Review of Jose Armando Garcia Sancio's std.log

Geoffrey Biggs geoffrey.biggs at aist.go.jp
Tue Mar 6 18:26:00 PST 2012


On 07/03/12 11:12, Jose Armando Garcia wrote:
> On Tue, Mar 6, 2012 at 6:05 PM, Geoffrey Biggs
> <geoffrey.biggs at aist.go.jp>  wrote:
>> That approach means that if I actually do have a fatal error, I can't mark
>> it as such. It gets conflated with the non-fatal errors, both in the source
>> and in the logging output (which may, for example, be filtering for fatal
>> errors to phone someone in the middle of the night while errors just send an
>> email). Another point worth considering is that I cannot use the fatal level
>> and be able to re-compile my software with logging disabled, because that
>> will change the program flow.
>>
> Fatal and Critical severity cannot be disabled either at runtime or at
> compile. In other words fatal log messages will always assert(true)
> and critical log messages will always throw.
>
>> Forcing the two semantic concepts (logging and error handling) together
>> needlessly restricts the ways the library can be used. It is nice to
>> encapsulate frequent patterns, but providing a convenience function that
>> throws an error, or a new level ("terminate" or something) is a better
>> approach than forcing that pattern on everyone. Based on the name, it's a
>> *logging* library, not an error handling library.
>>
> Fatal and critical are these convenience functions.

OK, I took another look at the docs. I see your point now. Sorry for 
making a fuss.

However, I think that in this case, the log levels usable without 
killing the program are too coarse. This may be a matter of taste, though.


** TO DO **
Reproduce every line in the material below that holds "subscript".

=== RECORDS SUPPLIED ===

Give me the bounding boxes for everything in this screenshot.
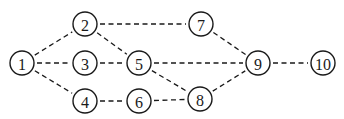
edge-1-2 [35,32,72,55]
node-1: 1 [10,51,34,75]
edge-8-9 [213,71,246,91]
node-label: 9 [254,56,262,73]
node-label: 3 [81,56,89,73]
node-7: 7 [189,12,213,36]
node-label: 2 [81,17,89,34]
node-8: 8 [188,87,212,111]
node-label: 1 [18,56,26,73]
node-label: 10 [315,56,331,73]
edge-5-8 [152,71,187,92]
node-label: 4 [81,94,89,111]
node-6: 6 [127,89,151,113]
node-label: 5 [135,56,143,73]
node-label: 6 [135,94,143,111]
edge-7-9 [213,32,245,54]
edge-1-4 [35,71,72,94]
node-label: 7 [197,17,205,34]
node-9: 9 [246,51,270,75]
edge-6-8 [154,99,185,100]
node-3: 3 [73,51,97,75]
node-label: 8 [196,92,204,109]
node-2: 2 [73,12,97,36]
node-10: 10 [311,51,335,75]
node-5: 5 [127,51,151,75]
edge-2-5 [97,33,127,54]
node-4: 4 [73,89,97,113]
network-diagram: 12345678910 [0,0,344,119]
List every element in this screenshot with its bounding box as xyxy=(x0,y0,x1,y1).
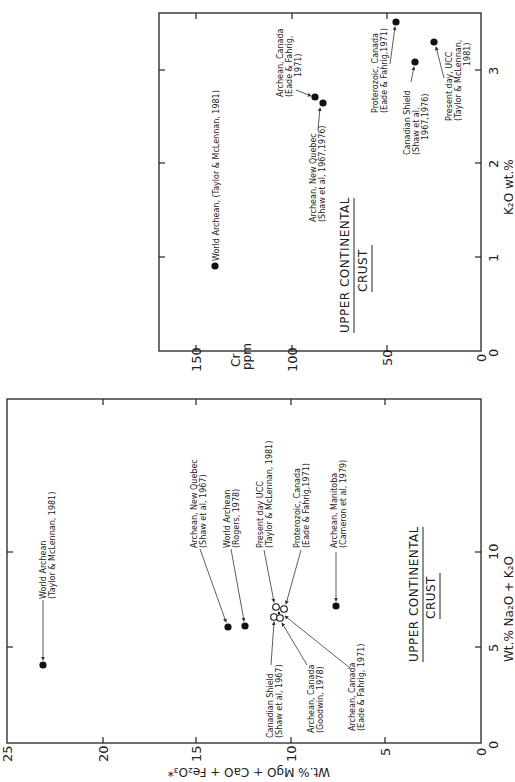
bottom-label-wa-r-1: World Archean xyxy=(223,490,232,548)
bottom-label-nq-1: Archean, New Quebec xyxy=(190,459,199,548)
top-crust-label-line1: UPPER CONTINENTAL xyxy=(338,197,352,333)
top-point-world-archean xyxy=(211,262,218,269)
top-k2o-tick-2: 2 xyxy=(486,160,501,168)
bottom-label-wa-r-2: (Rogers, 1978) xyxy=(232,489,241,548)
top-label-shield-1: Canadian Shield xyxy=(403,90,412,155)
top-point-canadian-shield xyxy=(411,58,418,65)
bottom-x-tick-10: 10 xyxy=(486,543,501,560)
bottom-point-archean-canada-goodwin xyxy=(277,615,284,622)
top-label-ucc-3: 1981) xyxy=(463,43,472,66)
bottom-label-wa-tm-1: World Archean xyxy=(39,541,48,599)
top-label-ucc-2: (Taylor & McLennan, xyxy=(454,40,463,121)
bottom-y-ticks xyxy=(103,399,385,743)
bottom-point-world-archean-tm xyxy=(39,661,46,668)
top-k2o-tick-1: 1 xyxy=(486,254,501,262)
bottom-crust-label-line2: CRUST xyxy=(424,576,438,619)
bottom-label-ucc-1: Present day UCC xyxy=(256,481,265,548)
bottom-label-goodwin-1: Archean, Canada xyxy=(307,664,316,733)
top-label-proterozoic-1: Proterozoic, Canada xyxy=(371,33,380,113)
bottom-label-prot-2: (Eade & Fahrig,1971) xyxy=(302,463,311,548)
top-k2o-tick-3: 3 xyxy=(486,67,501,75)
bottom-y-tick-25: 25 xyxy=(0,745,15,762)
bottom-label-wa-tm-2: (Taylor & McLennan, 1981) xyxy=(48,492,57,599)
bottom-label-man-2: (Cameron et al, 1979) xyxy=(339,460,348,548)
bottom-point-archean-canada-ef-anchor xyxy=(278,612,280,614)
bottom-y-tick-10: 10 xyxy=(284,745,299,762)
top-label-archean-canada-3: 1971) xyxy=(294,54,303,77)
bottom-x-axis-title: Wt.% Na₂O + K₂O xyxy=(502,556,515,662)
figure-page: 150 100 50 0 Cr ppm 0 1 2 3 K₂O wt.% UPP… xyxy=(0,0,515,782)
bottom-y-tick-15: 15 xyxy=(189,745,204,762)
top-cr-tick-50: 50 xyxy=(380,349,395,366)
top-cr-tick-150: 150 xyxy=(189,347,204,372)
top-label-archean-canada-2: (Eade & Fahrig, xyxy=(285,36,294,97)
top-point-proterozoic xyxy=(392,18,399,25)
top-k2o-tick-0: 0 xyxy=(486,349,501,357)
bottom-label-ef-1: Archean, Canada xyxy=(348,662,357,731)
top-label-new-quebec-1: Archean, New Quebec xyxy=(309,133,318,222)
bottom-y-tick-20: 20 xyxy=(96,745,111,762)
bottom-x-tick-0: 0 xyxy=(486,741,501,749)
bottom-point-proterozoic xyxy=(281,606,288,613)
bottom-chart: 25 20 15 10 5 0 Wt.% MgO + CaO + Fe₂O₃* … xyxy=(0,399,515,779)
top-k2o-axis-title: K₂O wt.% xyxy=(502,159,515,215)
top-point-new-quebec xyxy=(319,99,326,106)
bottom-label-ucc-2: (Taylor & McLennan, 1981) xyxy=(265,441,274,548)
bottom-y-tick-5: 5 xyxy=(378,748,393,756)
top-label-world-archean: World Archean, (Taylor & McLennan, 1981) xyxy=(212,90,221,261)
top-label-proterozoic-2: (Eade & Fahrig,1971) xyxy=(380,28,389,113)
bottom-label-cs-1: Canadian Shield xyxy=(266,673,275,738)
top-crust-label-line2: CRUST xyxy=(356,249,370,292)
top-cr-tick-100: 100 xyxy=(285,347,300,372)
top-label-archean-canada-1: Archean, Canada xyxy=(276,28,285,97)
top-ppm-axis-title: ppm xyxy=(240,343,254,370)
top-label-shield-3: 1967,1976) xyxy=(421,94,430,140)
top-label-shield-2: (Shaw et al, xyxy=(412,107,421,155)
top-label-ucc-1: Present day, UCC xyxy=(445,51,454,121)
bottom-label-cs-2: (Shaw et al, 1967) xyxy=(275,664,284,738)
bottom-point-new-quebec xyxy=(224,623,231,630)
bottom-label-prot-1: Proterozoic, Canada xyxy=(293,468,302,548)
bottom-label-goodwin-2: (Goodwin, 1978) xyxy=(316,666,325,733)
bottom-label-man-1: Archean, Manitoba xyxy=(330,473,339,548)
bottom-y-axis-title: Wt.% MgO + CaO + Fe₂O₃* xyxy=(168,765,330,779)
bottom-label-ef-2: (Eade & Fahrig, 1971) xyxy=(357,644,366,731)
top-point-present-ucc xyxy=(430,38,437,45)
top-point-archean-canada xyxy=(311,93,318,100)
bottom-point-present-ucc xyxy=(273,604,280,611)
bottom-x-tick-5: 5 xyxy=(486,644,501,652)
top-label-new-quebec-2: (Shaw et al, 1967,1976) xyxy=(318,126,327,222)
bottom-point-manitoba xyxy=(332,602,339,609)
bottom-point-world-archean-rogers xyxy=(241,622,248,629)
bottom-crust-label-line1: UPPER CONTINENTAL xyxy=(407,526,421,662)
top-chart: 150 100 50 0 Cr ppm 0 1 2 3 K₂O wt.% UPP… xyxy=(159,13,515,372)
bottom-label-nq-2: (Shaw et al, 1967) xyxy=(199,474,208,548)
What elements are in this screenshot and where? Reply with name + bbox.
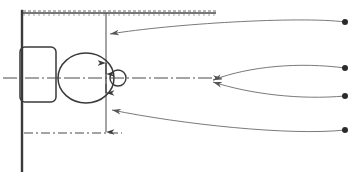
leader-callout-2 [213,65,348,80]
top-dimension-line [23,11,216,15]
technical-drawing-canvas [0,0,354,172]
leader-endpoint-dot [342,19,348,25]
drawing-svg [0,0,354,172]
leader-callout-4 [112,110,348,133]
leader-endpoint-dot [342,93,348,99]
leader-endpoint-dot [342,65,348,71]
leader-callout-1 [110,19,348,34]
leader-callout-3 [213,82,348,99]
cistern-tank [20,47,56,102]
leader-endpoint-dot [342,127,348,133]
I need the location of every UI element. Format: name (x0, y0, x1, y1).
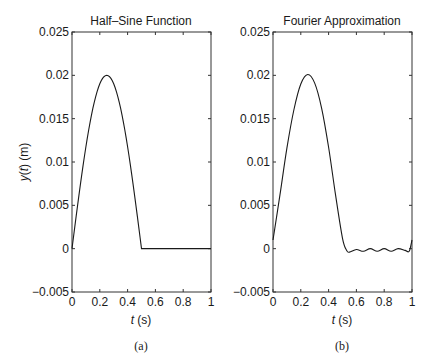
x-tick-label: 0.2 (292, 295, 309, 309)
x-tick-label: 0 (270, 295, 277, 309)
y-tick-label: 0 (62, 242, 69, 256)
panel-a-caption: (a) (134, 339, 147, 353)
x-tick-label: 0.6 (348, 295, 365, 309)
panel-a-title: Half–Sine Function (90, 14, 191, 28)
x-tick-label: 0.2 (91, 295, 108, 309)
half-sine-line (72, 75, 211, 248)
y-tick-label: 0.01 (247, 155, 271, 169)
panel-b-title: Fourier Approximation (283, 14, 400, 28)
panel-a: Half–Sine Function 00.20.40.60.81 −0.005… (17, 14, 215, 353)
y-tick-label: 0.005 (39, 198, 69, 212)
y-tick-label: 0.02 (247, 68, 271, 82)
y-tick-label: 0.01 (46, 155, 70, 169)
y-tick-label: 0.025 (39, 25, 69, 39)
x-tick-label: 0.8 (376, 295, 393, 309)
panel-a-x-tick-labels: 00.20.40.60.81 (69, 295, 215, 309)
x-tick-label: 1 (208, 295, 215, 309)
panel-b-y-tick-labels: −0.00500.0050.010.0150.020.025 (233, 25, 270, 299)
y-tick-label: 0.02 (46, 68, 70, 82)
x-tick-label: 0.8 (175, 295, 192, 309)
y-tick-label: 0.005 (240, 198, 270, 212)
y-tick-label: −0.005 (32, 285, 69, 299)
y-tick-label: 0.025 (240, 25, 270, 39)
x-tick-label: 0.4 (320, 295, 337, 309)
y-tick-label: 0.015 (240, 112, 270, 126)
figure: Half–Sine Function 00.20.40.60.81 −0.005… (0, 0, 431, 361)
panel-a-y-tick-labels: −0.00500.0050.010.0150.020.025 (32, 25, 69, 299)
x-tick-label: 1 (409, 295, 416, 309)
y-tick-label: 0 (263, 242, 270, 256)
panel-b-x-tick-labels: 00.20.40.60.81 (270, 295, 416, 309)
y-axis-label: y(t) (m) (17, 143, 31, 183)
y-tick-label: 0.015 (39, 112, 69, 126)
x-tick-label: 0.4 (119, 295, 136, 309)
panel-b-ticks (273, 32, 412, 292)
y-tick-label: −0.005 (233, 285, 270, 299)
panel-b: Fourier Approximation 00.20.40.60.81 −0.… (233, 14, 416, 353)
panel-b-caption: (b) (335, 339, 349, 353)
fourier-approximation-line (273, 74, 412, 252)
panel-b-axes-box (273, 32, 412, 292)
panel-a-axes-box (72, 32, 211, 292)
panel-a-ticks (72, 32, 211, 292)
panel-a-x-axis-label: t (s) (131, 313, 152, 327)
x-tick-label: 0 (69, 295, 76, 309)
panel-b-x-axis-label: t (s) (332, 313, 353, 327)
x-tick-label: 0.6 (147, 295, 164, 309)
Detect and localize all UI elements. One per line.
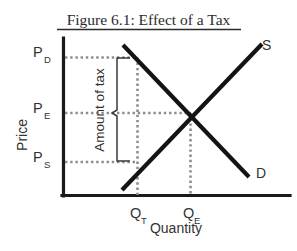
y-tick-pe-base: P	[33, 100, 43, 116]
y-tick-pd-base: P	[33, 44, 43, 60]
amount-of-tax-label: Amount of tax	[92, 68, 107, 152]
figure-effect-of-a-tax: Figure 6.1: Effect of a Tax S D P D P E	[0, 0, 297, 251]
y-axis-label: Price	[14, 119, 30, 151]
figure-title: Figure 6.1: Effect of a Tax	[67, 11, 231, 28]
supply-demand-tax-chart: Figure 6.1: Effect of a Tax S D P D P E	[0, 0, 297, 251]
y-tick-ps-base: P	[33, 149, 43, 165]
x-tick-qt-subscript: T	[141, 215, 147, 226]
x-tick-qe-base: Q	[183, 205, 194, 221]
amount-of-tax-bracket	[112, 58, 130, 161]
x-tick-qt: Q T	[130, 205, 147, 226]
x-tick-qt-base: Q	[130, 205, 141, 221]
y-tick-pe-subscript: E	[44, 110, 50, 121]
y-tick-pd: P D	[33, 44, 51, 65]
demand-curve	[123, 45, 249, 177]
x-axis-label: Quantity	[150, 220, 202, 236]
y-tick-ps: P S	[33, 149, 50, 170]
supply-curve-label: S	[262, 37, 271, 53]
y-tick-pe: P E	[33, 100, 50, 121]
y-tick-pd-subscript: D	[44, 54, 51, 65]
demand-curve-label: D	[256, 165, 266, 181]
y-tick-ps-subscript: S	[44, 159, 50, 170]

===

** EXPECTED ANSWER **
x-tick-qt-subscript: T	[141, 215, 147, 226]
y-tick-pe-subscript: E	[44, 110, 50, 121]
y-tick-pd-subscript: D	[44, 54, 51, 65]
y-tick-ps-subscript: S	[44, 159, 50, 170]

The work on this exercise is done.